Why was Europe so fragmented after the fall of the Roman Empire?

by DanyalEscaped

I just saw this map of Europe in 1400 on /r/mapporn. Compared to the Roman Empire, it seems incredibly fragmented.

Are there any socioeconomic or technological reasons that cause post-Roman Europe to be so fragmented? Why was Europe able to be united in one country in the first century, but not in the fourteenth century?

a_guy_from_CEE

That map does not really look right. Southwest from the Kingdom of Hungary it shows a "country" called Hermann of Celje. Well, that was this guy: http://en.wikipedia.org/wiki/Hermann_II_of_Celje

The point is, that wasn't a country. This was a man. Herrmann was an Austrian count, who own plenty of land in German-Roman Empire and in the Kingdom of Hungary. He was a vassal of, on the Hungarian side, King Sigismund, and on the Austrian side, as vassal of the Habsburgs: http://en.wikipedia.org/wiki/Count_of_Celje

So it was simply the lands that happened to be owned by a count, nothing more really.

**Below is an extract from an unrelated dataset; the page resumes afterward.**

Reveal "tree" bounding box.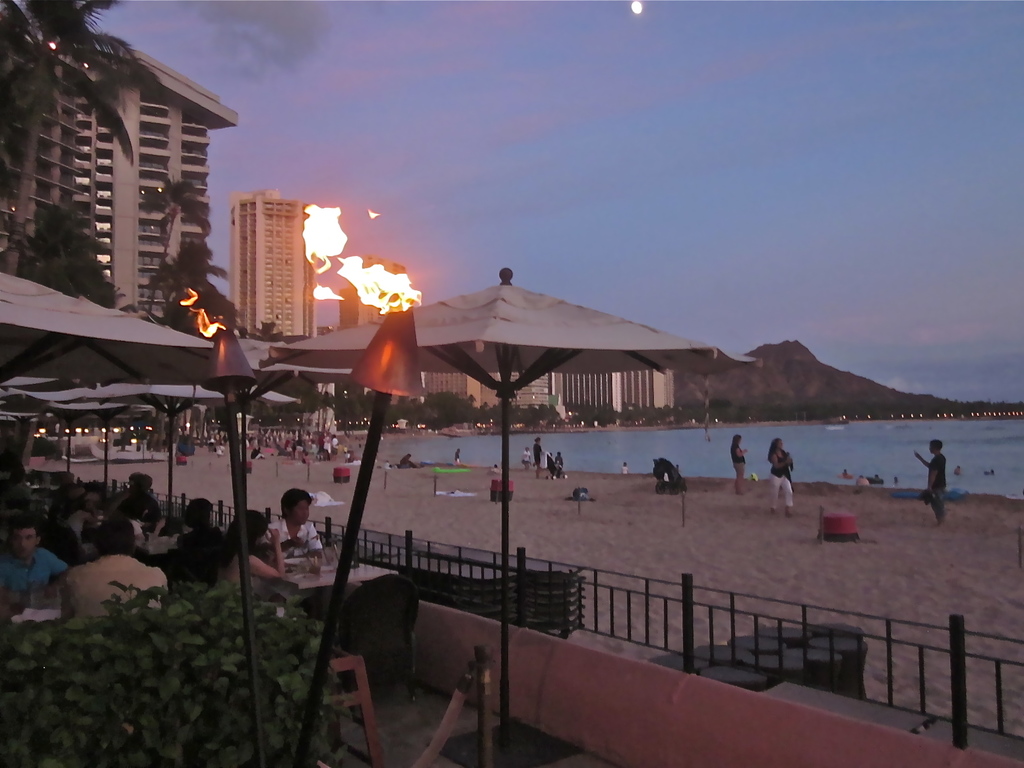
Revealed: 141/242/249/336.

Anyway, my point is that that the map has way too many borders, it does not show what is a independent kingdom, what is not, although I admit that it would be difficult to show it, as the transnational lines of vassalhood did not mean cultural unity. It is sometimes meaningful to show the borders of a territory that is not independent in vassalhood but has its own culture. But for example these lands had neither their own cultural character nor independence.

So I have no idea why the author thought ol' Hermann is a country now.